The jury in the trial of British TV personality and artist Rolf Harris has retired to consider its verdict on 12 counts of indecent assault.
He is accused of indecently assaulting four women between 1968 and 1986, all of which he denies.
During his trial at Southwark Crown Court in London, prosecutors claimed the entertainer was a "Jekyll and Hyde" character.
They said he had a dark side to his personality and used his fame to abuse under-age girls with impunity.
But his defence team told the jury that Harris's reputation had been unfairly "trashed" and that the prosecution case did not reach the standard of criminal proof.
In his summing up, Mr.

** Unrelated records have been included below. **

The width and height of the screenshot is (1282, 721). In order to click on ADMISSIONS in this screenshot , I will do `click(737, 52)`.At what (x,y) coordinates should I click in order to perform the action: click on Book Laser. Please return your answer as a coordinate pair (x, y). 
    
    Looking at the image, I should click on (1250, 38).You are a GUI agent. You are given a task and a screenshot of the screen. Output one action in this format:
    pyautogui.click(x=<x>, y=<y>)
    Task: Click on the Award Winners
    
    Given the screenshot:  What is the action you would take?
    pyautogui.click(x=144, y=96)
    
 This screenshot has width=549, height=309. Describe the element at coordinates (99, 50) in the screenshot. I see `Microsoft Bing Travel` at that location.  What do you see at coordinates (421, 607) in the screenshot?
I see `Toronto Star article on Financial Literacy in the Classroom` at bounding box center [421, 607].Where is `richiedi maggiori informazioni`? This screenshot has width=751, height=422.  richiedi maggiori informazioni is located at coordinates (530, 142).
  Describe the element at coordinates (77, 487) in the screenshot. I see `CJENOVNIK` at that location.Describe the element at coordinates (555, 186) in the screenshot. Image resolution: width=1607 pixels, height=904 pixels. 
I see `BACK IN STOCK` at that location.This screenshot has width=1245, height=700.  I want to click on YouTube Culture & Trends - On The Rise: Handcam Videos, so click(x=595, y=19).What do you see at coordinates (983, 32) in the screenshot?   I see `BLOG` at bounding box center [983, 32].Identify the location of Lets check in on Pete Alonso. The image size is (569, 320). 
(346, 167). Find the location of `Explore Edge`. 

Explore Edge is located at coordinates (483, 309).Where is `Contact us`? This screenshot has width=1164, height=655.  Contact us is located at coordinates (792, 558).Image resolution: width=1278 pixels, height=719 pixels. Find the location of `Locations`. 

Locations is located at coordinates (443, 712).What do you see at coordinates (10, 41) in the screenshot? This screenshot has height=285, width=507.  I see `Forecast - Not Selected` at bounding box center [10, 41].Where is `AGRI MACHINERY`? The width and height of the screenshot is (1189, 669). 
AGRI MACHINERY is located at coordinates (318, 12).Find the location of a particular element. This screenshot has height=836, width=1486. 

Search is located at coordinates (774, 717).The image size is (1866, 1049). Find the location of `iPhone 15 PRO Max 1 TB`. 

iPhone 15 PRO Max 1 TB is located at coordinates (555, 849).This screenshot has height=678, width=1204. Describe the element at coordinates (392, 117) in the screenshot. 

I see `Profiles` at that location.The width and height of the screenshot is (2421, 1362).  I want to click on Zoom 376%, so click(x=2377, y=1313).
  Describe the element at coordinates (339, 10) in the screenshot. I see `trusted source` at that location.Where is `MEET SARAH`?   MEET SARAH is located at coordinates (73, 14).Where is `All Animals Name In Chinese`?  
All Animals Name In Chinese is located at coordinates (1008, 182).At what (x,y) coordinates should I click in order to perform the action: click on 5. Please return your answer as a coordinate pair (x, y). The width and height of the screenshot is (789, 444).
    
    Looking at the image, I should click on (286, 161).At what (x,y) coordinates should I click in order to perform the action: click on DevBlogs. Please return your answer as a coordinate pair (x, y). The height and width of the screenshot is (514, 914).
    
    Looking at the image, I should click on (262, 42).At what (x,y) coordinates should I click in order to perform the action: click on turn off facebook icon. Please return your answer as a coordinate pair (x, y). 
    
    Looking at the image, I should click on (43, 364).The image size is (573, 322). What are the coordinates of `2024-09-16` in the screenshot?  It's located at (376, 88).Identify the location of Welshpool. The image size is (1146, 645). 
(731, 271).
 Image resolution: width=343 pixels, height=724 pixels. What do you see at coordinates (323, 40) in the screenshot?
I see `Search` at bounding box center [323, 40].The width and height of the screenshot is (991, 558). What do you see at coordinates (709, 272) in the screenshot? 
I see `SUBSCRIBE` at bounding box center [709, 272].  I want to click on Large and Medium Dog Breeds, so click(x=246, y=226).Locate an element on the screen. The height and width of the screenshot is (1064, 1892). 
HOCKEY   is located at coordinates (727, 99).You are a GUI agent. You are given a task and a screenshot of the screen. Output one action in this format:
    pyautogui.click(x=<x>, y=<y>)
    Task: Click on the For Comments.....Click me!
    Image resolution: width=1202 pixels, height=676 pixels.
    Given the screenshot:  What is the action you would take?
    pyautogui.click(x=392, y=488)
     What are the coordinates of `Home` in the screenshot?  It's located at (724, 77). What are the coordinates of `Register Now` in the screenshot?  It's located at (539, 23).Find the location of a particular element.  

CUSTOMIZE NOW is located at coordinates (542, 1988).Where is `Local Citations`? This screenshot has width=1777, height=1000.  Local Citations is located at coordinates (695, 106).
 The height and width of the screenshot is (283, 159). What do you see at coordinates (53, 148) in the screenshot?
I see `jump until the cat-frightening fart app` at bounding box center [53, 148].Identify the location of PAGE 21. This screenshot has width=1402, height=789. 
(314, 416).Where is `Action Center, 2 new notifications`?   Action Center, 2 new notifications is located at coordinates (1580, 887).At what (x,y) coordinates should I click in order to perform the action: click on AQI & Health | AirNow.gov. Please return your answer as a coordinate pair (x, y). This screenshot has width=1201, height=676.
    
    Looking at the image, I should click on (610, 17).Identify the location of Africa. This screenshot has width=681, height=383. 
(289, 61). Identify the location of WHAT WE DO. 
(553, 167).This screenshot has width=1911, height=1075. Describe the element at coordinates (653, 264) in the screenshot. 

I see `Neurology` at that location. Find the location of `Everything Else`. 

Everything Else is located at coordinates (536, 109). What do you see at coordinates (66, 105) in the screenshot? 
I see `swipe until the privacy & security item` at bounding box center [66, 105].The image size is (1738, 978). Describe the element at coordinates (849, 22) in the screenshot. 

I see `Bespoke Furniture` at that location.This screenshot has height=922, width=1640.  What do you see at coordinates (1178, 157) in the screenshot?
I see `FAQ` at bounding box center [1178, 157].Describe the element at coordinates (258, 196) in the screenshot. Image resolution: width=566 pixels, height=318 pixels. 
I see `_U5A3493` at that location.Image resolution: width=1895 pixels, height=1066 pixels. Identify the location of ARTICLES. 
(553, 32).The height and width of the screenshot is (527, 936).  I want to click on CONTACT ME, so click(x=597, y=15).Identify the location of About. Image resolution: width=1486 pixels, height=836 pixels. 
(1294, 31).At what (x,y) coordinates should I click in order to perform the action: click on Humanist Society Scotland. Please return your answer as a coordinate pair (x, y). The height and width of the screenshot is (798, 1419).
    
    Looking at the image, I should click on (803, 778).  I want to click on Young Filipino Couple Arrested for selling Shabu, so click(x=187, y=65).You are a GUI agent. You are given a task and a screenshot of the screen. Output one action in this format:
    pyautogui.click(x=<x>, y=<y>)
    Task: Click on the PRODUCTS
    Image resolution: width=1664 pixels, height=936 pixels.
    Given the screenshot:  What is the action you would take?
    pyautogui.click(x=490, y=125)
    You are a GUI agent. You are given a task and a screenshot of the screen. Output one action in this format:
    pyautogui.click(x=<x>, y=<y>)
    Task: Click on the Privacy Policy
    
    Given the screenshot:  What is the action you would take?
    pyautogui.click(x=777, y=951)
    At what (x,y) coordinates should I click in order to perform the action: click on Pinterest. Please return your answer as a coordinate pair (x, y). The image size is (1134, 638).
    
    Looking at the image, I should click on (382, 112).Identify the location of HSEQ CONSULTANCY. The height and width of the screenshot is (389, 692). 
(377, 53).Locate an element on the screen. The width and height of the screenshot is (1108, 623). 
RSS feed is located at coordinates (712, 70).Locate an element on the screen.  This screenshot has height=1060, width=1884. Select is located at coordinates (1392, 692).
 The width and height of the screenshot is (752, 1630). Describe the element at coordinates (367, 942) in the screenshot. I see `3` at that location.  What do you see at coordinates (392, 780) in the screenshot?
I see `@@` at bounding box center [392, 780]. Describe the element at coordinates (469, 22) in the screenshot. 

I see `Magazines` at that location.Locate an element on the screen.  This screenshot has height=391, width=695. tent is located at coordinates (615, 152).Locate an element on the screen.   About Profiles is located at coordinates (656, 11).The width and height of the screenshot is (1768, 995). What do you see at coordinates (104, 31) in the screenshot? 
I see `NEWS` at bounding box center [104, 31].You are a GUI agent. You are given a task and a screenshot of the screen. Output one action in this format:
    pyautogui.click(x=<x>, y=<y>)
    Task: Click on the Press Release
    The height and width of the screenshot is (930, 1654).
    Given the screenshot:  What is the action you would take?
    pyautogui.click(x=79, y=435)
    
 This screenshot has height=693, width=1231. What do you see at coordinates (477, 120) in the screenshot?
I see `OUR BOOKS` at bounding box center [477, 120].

Justice Sweeney warned the jury of six men and six women against being swayed by emotion.
He said "Neither media nor internet nor speculation nor emotion of any type can have any part whatsoever to play in your deliberations".
The first alleged victim claims Harris (84) groped her when she was seven or eight after she went to get his autograph at a community centre near Portsmouth between 1968 and 1970.
The second alleged victim claims that Harris touched her bottom when she was waitressing at a celebrity event in Cambridge, either in 1975 or 1978.
The third is a friend of Harris's daughter Bindi who alleges that Harris abused her from the age of 13 for several years, starting while she was on holiday in Hawaii.
The fourth alleged victim, Tonya Lee, who has waived her right to anonymity, said she was abused while on a UK tour with an Australian youth theatre group in 1986.
The aspiring theatre star, then 15, said Harris groped her when he went for dinner with the group at a London pub. Harris admits an adult consensual affair with Bindi's friend, but denies abusing her or any of the other women.